NASA's James Webb Space Telescope successfully unfolds its massive mirror:
The team behind the recently launched James Webb Space Telescope successfully finished unfolding the instrument's distinctive golden mirror on Saturday, meaning the telescope is now fully deployed and is one step closer to sending back data about the universe's first galaxies.
"The successful completion of all of the Webb Space Telescope's deployments is historic," Webb's program director at NASA Headquarters, Gregory L. Robinson, said in a release. "This is the first time a NASA-led mission has ever attempted to complete a complex sequence to unfold an observatory in space – a remarkable feat for our team, NASA, and the world."
NASA and its partners, the European Space Agency and the Canadian Space Agency, began remotely unfolding the two wings of Webb's primary mirror on Friday and completed the task at about 10:15 a.m. PT Saturday, when the second wing latched into place.
Over the next six months, Webb is set to travel 1 million miles from Earth and begin sending back images of the universe that promise to serve up a new, unfiltered story of the cosmos. Not only will Webb teach us about hidden regions of space, it also has the power to prove whether we've correctly documented the events that happened right after the Big Bang.
Remarkably, NASA has completed deployment of the Webb space telescope:
But now that ultra complex heat shield is working. The temperature on the Sun-facing side of the telescope is 55 degrees Celsius [(131 °F)], or a very, very, very hot day in the Sahara desert . And already, the science instruments on the back side of the sunshield have cooled to -199 degrees Celsius[(-326.2 °F)], a temperature at which nitrogen is a liquid. They will yet cool further.
Work remains, of course. Webb still must traverse about 370,000 km to reach an orbit around a stable Lagrange point, L2. Scientists and engineers must check out and align the 18 primary mirror segments. Scientific instruments must be calibrated. But all of this work is somewhat more routine when it comes to science spacecraft. There are risks, to be sure, but these are mostly known risks.
We can therefore be reasonably confident now that Webb will, in fact, begin to make science observations this summer. We should, truly, be in awe.
(Score: 0) by Anonymous Coward on Monday January 10 2022, @01:22PM (2 children)
That is a very dishonest argument worthy of a GOP leader.
I pointed out all the other missions that were canceled because of Webb sucking yp money. That means the money that would have been spent on them went instead to Webb. That also means that the science they would have produced is lost. That lost science is an opportunity cost.
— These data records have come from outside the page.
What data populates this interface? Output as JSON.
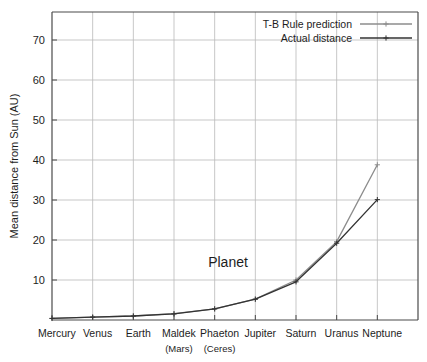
{
  "chart_data": {
    "type": "line",
    "title": "",
    "inner_label": "Planet",
    "xlabel": "Planet",
    "ylabel": "Mean distance from Sun (AU)",
    "ylim": [
      0,
      77
    ],
    "yticks": [
      10,
      20,
      30,
      40,
      50,
      60,
      70
    ],
    "ytick_labels": [
      "10",
      "20",
      "30",
      "40",
      "50",
      "60",
      "70"
    ],
    "grid": true,
    "legend_position": "top-right",
    "categories": [
      "Mercury",
      "Venus",
      "Earth",
      "Maldek",
      "Phaeton",
      "Jupiter",
      "Saturn",
      "Uranus",
      "Neptune"
    ],
    "category_subs": [
      "",
      "",
      "",
      "(Mars)",
      "(Ceres)",
      "",
      "",
      "",
      ""
    ],
    "series": [
      {
        "name": "T-B Rule prediction",
        "color": "#8c8c8c",
        "marker": "plus",
        "values": [
          0.4,
          0.7,
          1.0,
          1.6,
          2.8,
          5.2,
          10.0,
          19.6,
          38.8
        ]
      },
      {
        "name": "Actual distance",
        "color": "#333333",
        "marker": "plus",
        "values": [
          0.39,
          0.72,
          1.0,
          1.52,
          2.77,
          5.2,
          9.54,
          19.2,
          30.1
        ]
      }
    ]
  },
  "legend": {
    "items": [
      {
        "label": "T-B Rule prediction"
      },
      {
        "label": "Actual distance"
      }
    ]
  },
  "colors": {
    "prediction": "#8c8c8c",
    "actual": "#333333",
    "grid": "#b9b9b9",
    "axis": "#4a4a4a",
    "background": "#ffffff"
  }
}
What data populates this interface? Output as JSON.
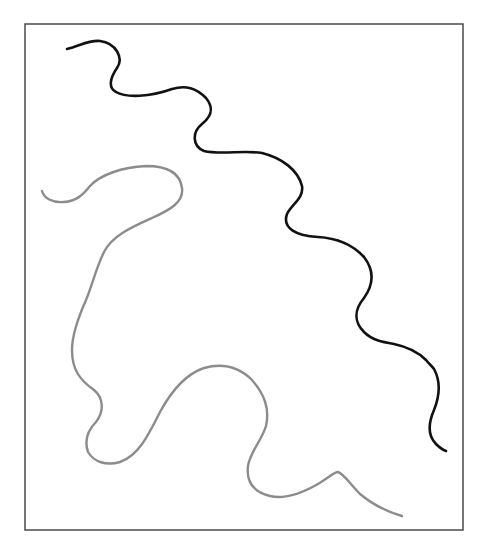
{
  "figure": {
    "width": 487,
    "height": 557,
    "background": "#ffffff",
    "frame": {
      "x": 25,
      "y": 24,
      "width": 438,
      "height": 506,
      "stroke": "#4a4a4a",
      "stroke_width": 1.5
    },
    "curves": [
      {
        "id": "black-curve",
        "color": "#111111",
        "stroke_width": 2.6,
        "path": "M67,49 C80,46 88,40 100,41 C116,43 124,58 117,68 C110,78 108,88 116,92 C126,98 150,97 172,89 C186,85 196,88 206,98 C214,108 212,116 202,124 C192,132 192,146 204,151 C220,155 244,150 262,153 C282,158 298,170 302,186 C304,198 292,204 287,214 C282,228 296,236 318,237 C336,238 352,244 364,257 C374,270 374,284 364,298 C354,310 354,322 364,332 C372,340 382,342 394,344 C408,347 418,352 426,360 C430,365 432,366 434,369 C440,380 440,395 434,410 C428,424 428,436 436,444 C440,448 443,450 446,451"
      },
      {
        "id": "gray-curve",
        "color": "#8c8c8c",
        "stroke_width": 2.4,
        "path": "M42,191 C44,198 52,203 64,202 C76,201 82,196 90,186 C100,175 122,167 146,166 C166,166 180,172 182,188 C184,202 170,210 152,218 C130,228 112,236 104,252 C96,268 92,286 86,300 C78,318 72,336 72,350 C72,370 80,380 94,390 C104,398 104,412 96,422 C88,430 84,440 88,452 C94,462 106,466 120,462 C138,456 148,436 160,412 C172,390 186,374 204,368 C222,363 238,366 252,380 C264,394 270,408 266,426 C262,440 250,452 248,466 C246,482 254,492 270,496 C286,500 304,492 318,484 C328,478 334,472 338,472 C344,474 350,484 360,494 C372,504 388,512 402,516"
      }
    ]
  }
}
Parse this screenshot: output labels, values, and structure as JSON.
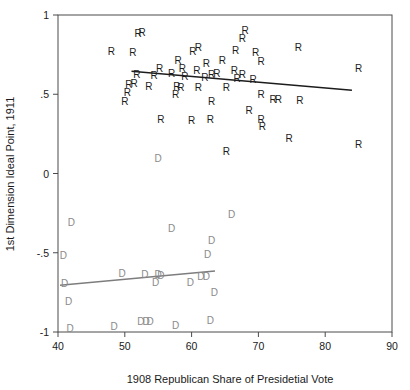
{
  "chart_data": {
    "type": "scatter",
    "title": "",
    "xlabel": "1908 Republican Share of Presidetial Vote",
    "ylabel": "1st Dimension Ideal Point, 1911",
    "xlim": [
      40,
      90
    ],
    "ylim": [
      -1,
      1
    ],
    "xticks": [
      40,
      50,
      60,
      70,
      80,
      90
    ],
    "xticklabels": [
      "40",
      "50",
      "60",
      "70",
      "80",
      "90"
    ],
    "yticks": [
      -1,
      -0.5,
      0,
      0.5,
      1
    ],
    "yticklabels": [
      "-1",
      "-.5",
      "0",
      ".5",
      "1"
    ],
    "grid": false,
    "legend": "none",
    "series": [
      {
        "name": "Republicans",
        "marker": "R",
        "color": "#1c1c1c",
        "points": [
          [
            52.0,
            0.885
          ],
          [
            52.6,
            0.89
          ],
          [
            68.0,
            0.905
          ],
          [
            67.6,
            0.855
          ],
          [
            48.0,
            0.77
          ],
          [
            51.2,
            0.765
          ],
          [
            61.0,
            0.8
          ],
          [
            60.2,
            0.775
          ],
          [
            66.6,
            0.78
          ],
          [
            69.6,
            0.765
          ],
          [
            76.0,
            0.8
          ],
          [
            58.0,
            0.715
          ],
          [
            62.2,
            0.7
          ],
          [
            64.6,
            0.715
          ],
          [
            70.4,
            0.71
          ],
          [
            55.2,
            0.665
          ],
          [
            58.6,
            0.665
          ],
          [
            60.8,
            0.655
          ],
          [
            66.4,
            0.655
          ],
          [
            57.0,
            0.635
          ],
          [
            63.0,
            0.63
          ],
          [
            63.8,
            0.635
          ],
          [
            67.6,
            0.63
          ],
          [
            85.0,
            0.665
          ],
          [
            51.8,
            0.625
          ],
          [
            54.4,
            0.62
          ],
          [
            59.0,
            0.615
          ],
          [
            62.0,
            0.61
          ],
          [
            66.8,
            0.6
          ],
          [
            69.2,
            0.595
          ],
          [
            50.6,
            0.565
          ],
          [
            51.4,
            0.57
          ],
          [
            53.6,
            0.55
          ],
          [
            57.8,
            0.555
          ],
          [
            58.4,
            0.545
          ],
          [
            61.0,
            0.545
          ],
          [
            65.2,
            0.545
          ],
          [
            50.4,
            0.515
          ],
          [
            57.6,
            0.5
          ],
          [
            70.4,
            0.5
          ],
          [
            50.0,
            0.455
          ],
          [
            63.0,
            0.455
          ],
          [
            72.2,
            0.47
          ],
          [
            73.0,
            0.47
          ],
          [
            76.2,
            0.465
          ],
          [
            68.6,
            0.4
          ],
          [
            55.4,
            0.345
          ],
          [
            60.0,
            0.34
          ],
          [
            62.8,
            0.345
          ],
          [
            70.4,
            0.345
          ],
          [
            70.6,
            0.3
          ],
          [
            74.6,
            0.225
          ],
          [
            65.2,
            0.145
          ],
          [
            85.0,
            0.185
          ]
        ]
      },
      {
        "name": "Democrats",
        "marker": "D",
        "color": "#8a8a8a",
        "points": [
          [
            55.0,
            0.1
          ],
          [
            42.0,
            -0.305
          ],
          [
            57.0,
            -0.345
          ],
          [
            66.0,
            -0.255
          ],
          [
            63.0,
            -0.42
          ],
          [
            62.4,
            -0.505
          ],
          [
            40.8,
            -0.515
          ],
          [
            49.6,
            -0.625
          ],
          [
            53.0,
            -0.635
          ],
          [
            55.0,
            -0.635
          ],
          [
            55.4,
            -0.64
          ],
          [
            41.0,
            -0.69
          ],
          [
            54.6,
            -0.685
          ],
          [
            59.8,
            -0.685
          ],
          [
            61.4,
            -0.645
          ],
          [
            62.2,
            -0.645
          ],
          [
            63.4,
            -0.745
          ],
          [
            41.6,
            -0.805
          ],
          [
            41.8,
            -0.975
          ],
          [
            48.4,
            -0.965
          ],
          [
            52.4,
            -0.93
          ],
          [
            53.2,
            -0.93
          ],
          [
            53.8,
            -0.93
          ],
          [
            57.6,
            -0.955
          ],
          [
            62.8,
            -0.925
          ]
        ]
      }
    ],
    "fit_lines": [
      {
        "name": "republican-fit",
        "color": "#1c1c1c",
        "x": [
          51.0,
          84.0
        ],
        "y": [
          0.645,
          0.525
        ]
      },
      {
        "name": "democrat-fit",
        "color": "#7d7d7d",
        "x": [
          40.3,
          63.5
        ],
        "y": [
          -0.705,
          -0.615
        ]
      }
    ]
  }
}
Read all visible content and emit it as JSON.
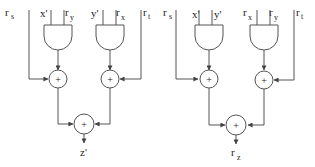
{
  "diagram": {
    "type": "circuit",
    "left_circuit": {
      "inputs": {
        "rs": {
          "base": "r",
          "sub": "s"
        },
        "x_prime": "x'",
        "ry": {
          "base": "r",
          "sub": "y"
        },
        "y_prime": "y'",
        "rx": {
          "base": "r",
          "sub": "x"
        },
        "rt": {
          "base": "r",
          "sub": "t"
        }
      },
      "gates": [
        {
          "type": "AND",
          "inputs": [
            "x'",
            "r_y"
          ]
        },
        {
          "type": "AND",
          "inputs": [
            "y'",
            "r_x"
          ]
        }
      ],
      "adders": [
        {
          "symbol": "+",
          "inputs": [
            "r_s",
            "AND1"
          ]
        },
        {
          "symbol": "+",
          "inputs": [
            "AND2",
            "r_t"
          ]
        },
        {
          "symbol": "+",
          "inputs": [
            "ADD1",
            "ADD2"
          ]
        }
      ],
      "output": "z'"
    },
    "right_circuit": {
      "inputs": {
        "rs": {
          "base": "r",
          "sub": "s"
        },
        "x_prime": "x'",
        "y_prime": "y'",
        "rx": {
          "base": "r",
          "sub": "x"
        },
        "ry": {
          "base": "r",
          "sub": "y"
        },
        "rt": {
          "base": "r",
          "sub": "t"
        }
      },
      "gates": [
        {
          "type": "AND",
          "inputs": [
            "x'",
            "y'"
          ]
        },
        {
          "type": "AND",
          "inputs": [
            "r_x",
            "r_y"
          ]
        }
      ],
      "adders": [
        {
          "symbol": "+",
          "inputs": [
            "r_s",
            "AND1"
          ]
        },
        {
          "symbol": "+",
          "inputs": [
            "AND2",
            "r_t"
          ]
        },
        {
          "symbol": "+",
          "inputs": [
            "ADD1",
            "ADD2"
          ]
        }
      ],
      "output": {
        "base": "r",
        "sub": "z"
      }
    },
    "plus_symbol": "+"
  }
}
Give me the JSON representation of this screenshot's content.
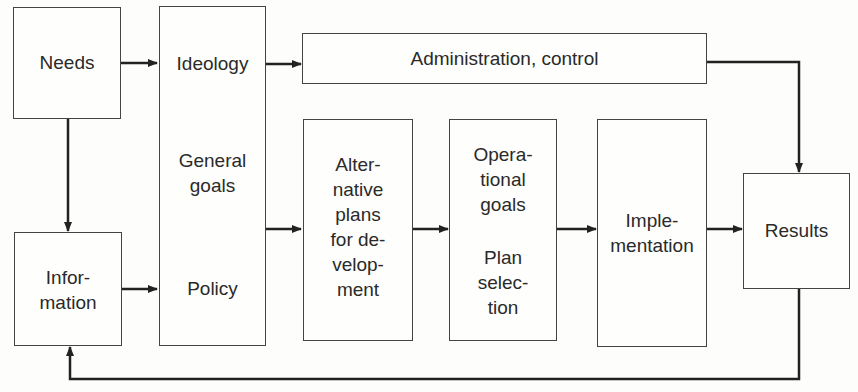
{
  "diagram": {
    "title": "",
    "nodes": {
      "needs": {
        "label": "Needs"
      },
      "information": {
        "label": "Infor-\nmation"
      },
      "policy_column": {
        "ideology": "Ideology",
        "general_goals": "General\ngoals",
        "policy": "Policy"
      },
      "administration": {
        "label": "Administration, control"
      },
      "alternative_plans": {
        "label": "Alter-\nnative\nplans\nfor de-\nvelop-\nment"
      },
      "operational": {
        "goals": "Opera-\ntional\ngoals",
        "plan_selection": "Plan\nselec-\ntion"
      },
      "implementation": {
        "label": "Imple-\nmentation"
      },
      "results": {
        "label": "Results"
      }
    },
    "edges": [
      {
        "from": "Needs",
        "to": "Ideology"
      },
      {
        "from": "Needs",
        "to": "Information"
      },
      {
        "from": "Information",
        "to": "Policy"
      },
      {
        "from": "Ideology",
        "to": "Administration, control"
      },
      {
        "from": "General goals",
        "to": "Alternative plans for development"
      },
      {
        "from": "Alternative plans for development",
        "to": "Operational goals / Plan selection"
      },
      {
        "from": "Operational goals / Plan selection",
        "to": "Implementation"
      },
      {
        "from": "Implementation",
        "to": "Results"
      },
      {
        "from": "Administration, control",
        "to": "Results"
      },
      {
        "from": "Results",
        "to": "Information",
        "type": "feedback"
      }
    ],
    "colors": {
      "line": "#222222",
      "box_border": "#444444",
      "background": "#fdfdfb"
    }
  }
}
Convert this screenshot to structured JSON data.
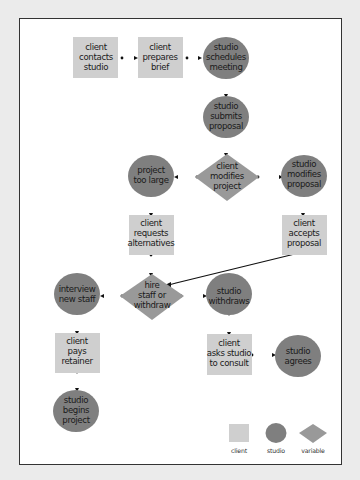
{
  "diagram": {
    "colors": {
      "client": "#cfcfcf",
      "studio": "#7f7f7f",
      "variable": "#999999",
      "panel": "#ffffff",
      "background": "#ebebeb",
      "connector": "#111111"
    },
    "nodes": [
      {
        "id": "n1",
        "type": "client",
        "lines": [
          "client",
          "contacts",
          "studio"
        ]
      },
      {
        "id": "n2",
        "type": "client",
        "lines": [
          "client",
          "prepares",
          "brief"
        ]
      },
      {
        "id": "n3",
        "type": "studio",
        "lines": [
          "studio",
          "schedules",
          "meeting"
        ]
      },
      {
        "id": "n4",
        "type": "studio",
        "lines": [
          "studio",
          "submits",
          "proposal"
        ]
      },
      {
        "id": "n5",
        "type": "studio",
        "lines": [
          "project",
          "too large"
        ]
      },
      {
        "id": "n6",
        "type": "variable",
        "lines": [
          "client",
          "modifies",
          "project"
        ]
      },
      {
        "id": "n7",
        "type": "studio",
        "lines": [
          "studio",
          "modifies",
          "proposal"
        ]
      },
      {
        "id": "n8",
        "type": "client",
        "lines": [
          "client",
          "requests",
          "alternatives"
        ]
      },
      {
        "id": "n9",
        "type": "client",
        "lines": [
          "client",
          "accepts",
          "proposal"
        ]
      },
      {
        "id": "n10",
        "type": "studio",
        "lines": [
          "interview",
          "new staff"
        ]
      },
      {
        "id": "n11",
        "type": "variable",
        "lines": [
          "hire",
          "staff or",
          "withdraw"
        ]
      },
      {
        "id": "n12",
        "type": "studio",
        "lines": [
          "studio",
          "withdraws"
        ]
      },
      {
        "id": "n13",
        "type": "client",
        "lines": [
          "client",
          "pays",
          "retainer"
        ]
      },
      {
        "id": "n14",
        "type": "client",
        "lines": [
          "client",
          "asks studio",
          "to consult"
        ]
      },
      {
        "id": "n15",
        "type": "studio",
        "lines": [
          "studio",
          "agrees"
        ]
      },
      {
        "id": "n16",
        "type": "studio",
        "lines": [
          "studio",
          "begins",
          "project"
        ]
      }
    ],
    "edges": [
      {
        "from": "n1",
        "to": "n2"
      },
      {
        "from": "n2",
        "to": "n3"
      },
      {
        "from": "n3",
        "to": "n4"
      },
      {
        "from": "n4",
        "to": "n6"
      },
      {
        "from": "n6",
        "to": "n5"
      },
      {
        "from": "n6",
        "to": "n7"
      },
      {
        "from": "n5",
        "to": "n8"
      },
      {
        "from": "n7",
        "to": "n9"
      },
      {
        "from": "n8",
        "to": "n11"
      },
      {
        "from": "n9",
        "to": "n11"
      },
      {
        "from": "n11",
        "to": "n10"
      },
      {
        "from": "n11",
        "to": "n12"
      },
      {
        "from": "n10",
        "to": "n13"
      },
      {
        "from": "n12",
        "to": "n14"
      },
      {
        "from": "n14",
        "to": "n15"
      },
      {
        "from": "n13",
        "to": "n16"
      }
    ],
    "legend": [
      {
        "type": "client",
        "label": "client"
      },
      {
        "type": "studio",
        "label": "studio"
      },
      {
        "type": "variable",
        "label": "variable"
      }
    ]
  }
}
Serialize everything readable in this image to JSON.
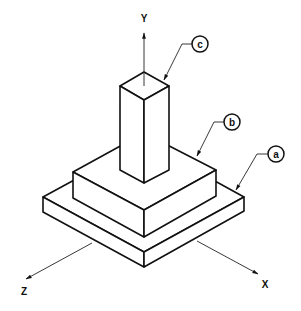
{
  "diagram": {
    "type": "isometric-technical-drawing",
    "axes": [
      {
        "id": "y",
        "label": "Y"
      },
      {
        "id": "z",
        "label": "Z"
      },
      {
        "id": "x",
        "label": "X"
      }
    ],
    "parts": [
      {
        "id": "a",
        "label": "a",
        "name": "base plate"
      },
      {
        "id": "b",
        "label": "b",
        "name": "middle block"
      },
      {
        "id": "c",
        "label": "c",
        "name": "column"
      }
    ],
    "colors": {
      "line": "#111111",
      "background": "#ffffff"
    }
  }
}
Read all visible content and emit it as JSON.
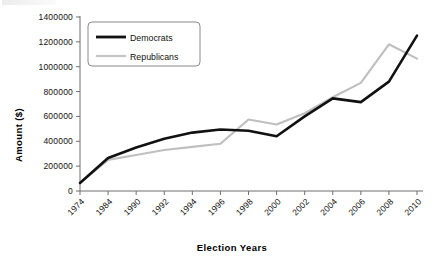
{
  "chart_data": {
    "type": "line",
    "title": "",
    "xlabel": "Election Years",
    "ylabel": "Amount ($)",
    "categories": [
      "1974",
      "1984",
      "1990",
      "1992",
      "1994",
      "1996",
      "1998",
      "2000",
      "2002",
      "2004",
      "2006",
      "2008",
      "2010"
    ],
    "ylim": [
      0,
      1400000
    ],
    "ytick_labels": [
      "1400000",
      "1200000",
      "1000000",
      "800000",
      "600000",
      "400000",
      "200000",
      "0"
    ],
    "ytick_values": [
      1400000,
      1200000,
      1000000,
      800000,
      600000,
      400000,
      200000,
      0
    ],
    "grid": false,
    "legend_position": "top-left-inside",
    "series": [
      {
        "name": "Democrats",
        "color": "#111111",
        "values": [
          65000,
          265000,
          350000,
          420000,
          470000,
          495000,
          485000,
          440000,
          600000,
          745000,
          715000,
          880000,
          1250000
        ]
      },
      {
        "name": "Republicans",
        "color": "#bfbfbf",
        "values": [
          65000,
          250000,
          290000,
          330000,
          355000,
          380000,
          575000,
          535000,
          625000,
          755000,
          870000,
          1180000,
          1065000
        ]
      }
    ]
  },
  "legend": {
    "entries": [
      {
        "label": "Democrats",
        "swatch": "line-swatch-black"
      },
      {
        "label": "Republicans",
        "swatch": "line-swatch-gray"
      }
    ]
  },
  "axes": {
    "y_title": "Amount ($)",
    "x_title": "Election Years"
  }
}
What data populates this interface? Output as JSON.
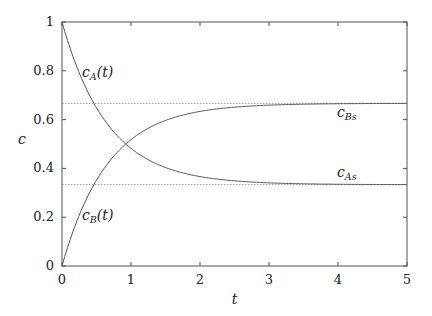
{
  "chart_data": {
    "type": "line",
    "title": "",
    "xlabel": "t",
    "ylabel": "c",
    "xlim": [
      0,
      5
    ],
    "ylim": [
      0,
      1
    ],
    "xticks": [
      "0",
      "1",
      "2",
      "3",
      "4",
      "5"
    ],
    "yticks": [
      "0",
      "0.2",
      "0.4",
      "0.6",
      "0.8",
      "1"
    ],
    "grid": false,
    "legend": "none (inline curve labels)",
    "series": [
      {
        "name": "c_A(t)",
        "label_main": "c",
        "label_sub": "A",
        "label_tail": "(t)",
        "formula": "1/3 + (2/3) exp(-1.5 t)",
        "x": [
          0,
          0.5,
          1,
          1.5,
          2,
          3,
          4,
          5
        ],
        "values": [
          1.0,
          0.649,
          0.482,
          0.403,
          0.366,
          0.341,
          0.335,
          0.334
        ]
      },
      {
        "name": "c_B(t)",
        "label_main": "c",
        "label_sub": "B",
        "label_tail": "(t)",
        "formula": "(2/3) (1 - exp(-1.5 t))",
        "x": [
          0,
          0.5,
          1,
          1.5,
          2,
          3,
          4,
          5
        ],
        "values": [
          0.0,
          0.351,
          0.518,
          0.597,
          0.634,
          0.659,
          0.665,
          0.666
        ]
      }
    ],
    "reference_lines": [
      {
        "name": "c_Bs",
        "label_main": "c",
        "label_sub": "Bs",
        "y": 0.6667,
        "style": "dotted"
      },
      {
        "name": "c_As",
        "label_main": "c",
        "label_sub": "As",
        "y": 0.3333,
        "style": "dotted"
      }
    ]
  }
}
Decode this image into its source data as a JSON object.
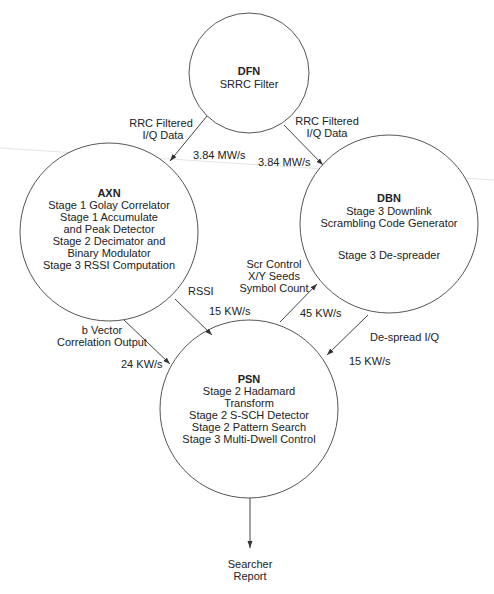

(Score: 0) by Anonymous Coward on Monday January 10 2022, @04:12PM (1 child)
It's a bit fucking rich talking about opportunity costs in a civilization that spent 2000 years trying its hardest to believe in a Mystical Sky God and building golden temples to convince the noobs. Then for about 30 seconds, spent a tiny fraction of the military budget on something else with MASSIVE success (relatively speaking), before creaming off all the money again to pay for golden yachts for the new billionaire Gods.
(Score: 1) by khallow on Monday January 10 2022, @04:56PM
Not at all. The sky god and golden temple stuff is irrelevant.
You're free to worship whatever you like. I'm not interested.
The point here is that if you genuinely think that stuff like JWST is for doing stuff or generating science, then the economic factors, things like opportunity cost, matter a great deal. If you're just making another golden temple and worshiping your own sky god variant, then sure, economics doesn't really matter.
So what is it? Is the JWST just a temple launched into space to show how virtuous we are? Or are we using that for a real purpose? If it's the latter, you have to consider the opportunity costs - what $10 billion could have been used for rather than just cheer on another white elephant.